20th Century and Contemporary, Painting, Photography

For the Contemplative Artist

Interviews with Artists“I have always thought that if you can get the artist to talk directly about his or her work, you are likely to find out more, more rapidly and more memorably, than if you try to write about it yourself or read the opinions of other critics and commentators.” So begins the introduction to Michael Peppiatt‘s book, Interviews with Artists, in which he writes about his meetings with a variety of artists, architects and photographers such as R.B. Kitaj, Frank Auerbach, Francis Bacon, Claes Oldenburg, Norman Foster and Henry Moore. Peppiatt grants us a privileged glimpse into their lives, beliefs, anxieties and thought processes, while carefully tying everything together with his own commentary—making the book a thoughtful gift for anyone who enjoys reflecting on art. Below are some highlights from Interviews with Artists:

Brassai on the everyday in Paris

“I loved that whole side of Paris at night — it was part of the reality of the city. I never went after subjects just because they were extraordinary. What interested me was their reality — even, in a way, their banality. That’s why I never fully agreed with the Surrealists, who adored everything exotic and strange. I’ve always loved the ordinary, the everyday — because I think that, if you really look at them, they are so often the most astonishing things of all.”
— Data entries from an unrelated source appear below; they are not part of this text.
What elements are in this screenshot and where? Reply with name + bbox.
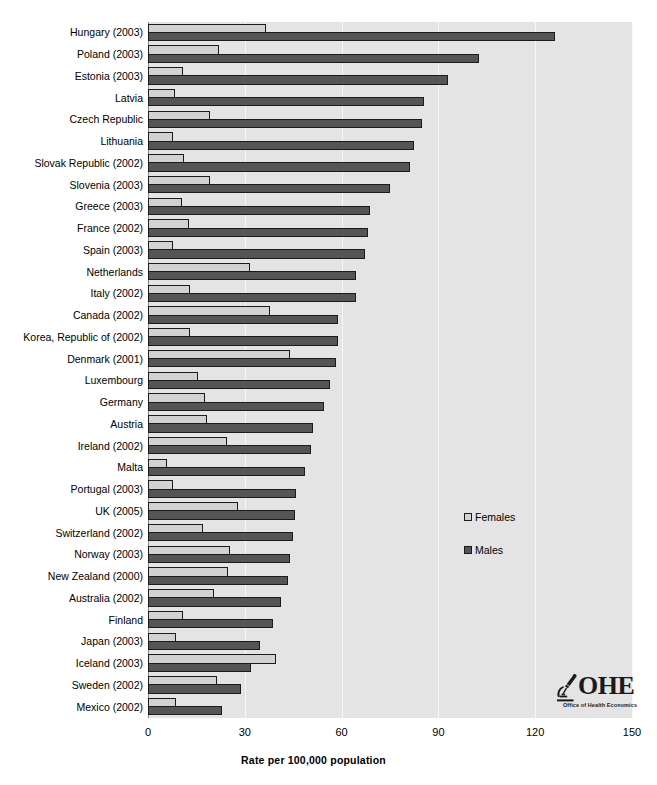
gridline-150	[632, 22, 633, 718]
bar-females	[148, 132, 173, 141]
bar-group	[148, 611, 632, 629]
bar-females	[148, 24, 266, 33]
bar-group	[148, 502, 632, 520]
bar-males	[148, 641, 260, 650]
category-label: Hungary (2003)	[70, 26, 143, 38]
bar-males	[148, 249, 365, 258]
bar-males	[148, 271, 356, 280]
bar-males	[148, 228, 368, 237]
bar-males	[148, 75, 448, 84]
bar-females	[148, 393, 205, 402]
bar-females	[148, 437, 227, 446]
x-tick-label: 60	[312, 726, 372, 738]
category-label: New Zealand (2000)	[48, 570, 143, 582]
bar-group	[148, 524, 632, 542]
bar-group	[148, 589, 632, 607]
bar-males	[148, 663, 251, 672]
category-label: Canada (2002)	[73, 309, 143, 321]
category-label: Slovenia (2003)	[69, 179, 143, 191]
category-label: UK (2005)	[95, 505, 143, 517]
category-label: Finland	[109, 614, 143, 626]
category-label: Ireland (2002)	[78, 440, 143, 452]
category-label: France (2002)	[77, 222, 143, 234]
bar-group	[148, 350, 632, 368]
bar-group	[148, 546, 632, 564]
bar-group	[148, 393, 632, 411]
bar-females	[148, 45, 219, 54]
bar-males	[148, 532, 293, 541]
legend-item-females: Females	[464, 511, 515, 523]
bar-males	[148, 184, 390, 193]
category-label: Spain (2003)	[83, 244, 143, 256]
category-label: Latvia	[115, 92, 143, 104]
category-label: Italy (2002)	[90, 287, 143, 299]
bar-males	[148, 358, 336, 367]
bar-males	[148, 380, 330, 389]
bar-females	[148, 285, 190, 294]
category-label: Sweden (2002)	[72, 679, 143, 691]
bar-females	[148, 372, 198, 381]
category-axis-labels: Hungary (2003)Poland (2003)Estonia (2003…	[0, 22, 143, 718]
bar-males	[148, 336, 338, 345]
ohe-logo: OHE Office of Health Economics	[550, 672, 650, 714]
bar-males	[148, 206, 370, 215]
legend-label-females: Females	[475, 511, 515, 523]
category-label: Poland (2003)	[77, 48, 143, 60]
x-tick-label: 120	[505, 726, 565, 738]
bar-group	[148, 459, 632, 477]
bar-females	[148, 89, 175, 98]
bar-males	[148, 315, 338, 324]
bar-group	[148, 306, 632, 324]
x-axis-title: Rate per 100,000 population	[0, 754, 657, 766]
category-label: Germany	[100, 396, 143, 408]
bar-males	[148, 510, 295, 519]
bar-group	[148, 45, 632, 63]
bar-group	[148, 89, 632, 107]
bar-females	[148, 589, 214, 598]
bar-group	[148, 633, 632, 651]
bar-males	[148, 119, 422, 128]
bar-group	[148, 219, 632, 237]
bar-females	[148, 219, 189, 228]
bar-females	[148, 263, 250, 272]
category-label: Mexico (2002)	[76, 701, 143, 713]
category-label: Australia (2002)	[69, 592, 143, 604]
bar-group	[148, 111, 632, 129]
bar-group	[148, 176, 632, 194]
plot-area	[148, 22, 632, 718]
bar-females	[148, 415, 207, 424]
bar-females	[148, 67, 183, 76]
bar-females	[148, 306, 270, 315]
bar-females	[148, 546, 230, 555]
bar-chart: Hungary (2003)Poland (2003)Estonia (2003…	[0, 0, 657, 785]
category-label: Luxembourg	[85, 374, 143, 386]
category-label: Malta	[117, 461, 143, 473]
bar-females	[148, 567, 228, 576]
bar-males	[148, 467, 305, 476]
bar-females	[148, 698, 176, 707]
bar-females	[148, 154, 184, 163]
category-label: Austria	[110, 418, 143, 430]
bar-group	[148, 567, 632, 585]
category-label: Norway (2003)	[74, 548, 143, 560]
bar-group	[148, 198, 632, 216]
bar-males	[148, 489, 296, 498]
bar-females	[148, 350, 290, 359]
category-label: Czech Republic	[69, 113, 143, 125]
legend-swatch-females-icon	[464, 513, 472, 521]
x-tick-label: 30	[215, 726, 275, 738]
bar-group	[148, 154, 632, 172]
x-axis-tick-labels: 0306090120150	[0, 726, 657, 742]
bar-males	[148, 706, 222, 715]
bar-males	[148, 619, 273, 628]
legend-item-males: Males	[464, 544, 503, 556]
bar-males	[148, 554, 290, 563]
bar-females	[148, 502, 238, 511]
bar-females	[148, 328, 190, 337]
bar-rows	[148, 22, 632, 718]
bar-group	[148, 372, 632, 390]
bar-group	[148, 24, 632, 42]
bar-group	[148, 263, 632, 281]
bar-females	[148, 654, 276, 663]
bar-males	[148, 445, 311, 454]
Henri Cartier-Bresson on giving up photography for painting

“One thing that drives me really mad,” Henri Cartier-Bresson says, “is when people want to bury me alive — ‘So you’re the well-known photographer’, they say. It’s as if they’re talking to me about a woman I lived with for fifty years, with joy and passion, but whom I haven’t seen for the last fifteen. It’s not that we’ve completely fallen out, we’re still on speaking terms. But I have another love now — for drawing, photography’s elder sister — and I’m monogamous.”

Francis Bacon on translating thought to painting

Michael Peppiatt: […] when you were in France recently you spent the day in Versailles and had all these images for painting simply dropping in. Do images keep dropping into your mind?

Francis Bacon: Images do drop in, constantly, but to crystallize all these phantoms that drop into your mind is another thing, you see. A phantom and an image are two totally different things.

MP: You never get what you imagine, of course.

FB: No — very, very occasionally you get something slightly better.

MP: That’s real luck.

FB: That’s real luck.

Balthus on the public reception of art

“The trouble is,” he continued, “that people have become so much more interested in the artist’s ‘personality’ than in his work. What can it matter how Picasso eats?”

Balthus is extremely wary of the publicity boom in modern art. He believes it can do nothing but harm to the artist and the meaning of art. And especially dangerous, he feels, is the belief that art is for everyone. “It is part of the modern sickness that craves a report on everything that is happening, irrespective of its importance. Why, for instance, do tens of thousands of people crown into art exhibitions? One would think they were trying to fill some kind of terrible inner emptiness.”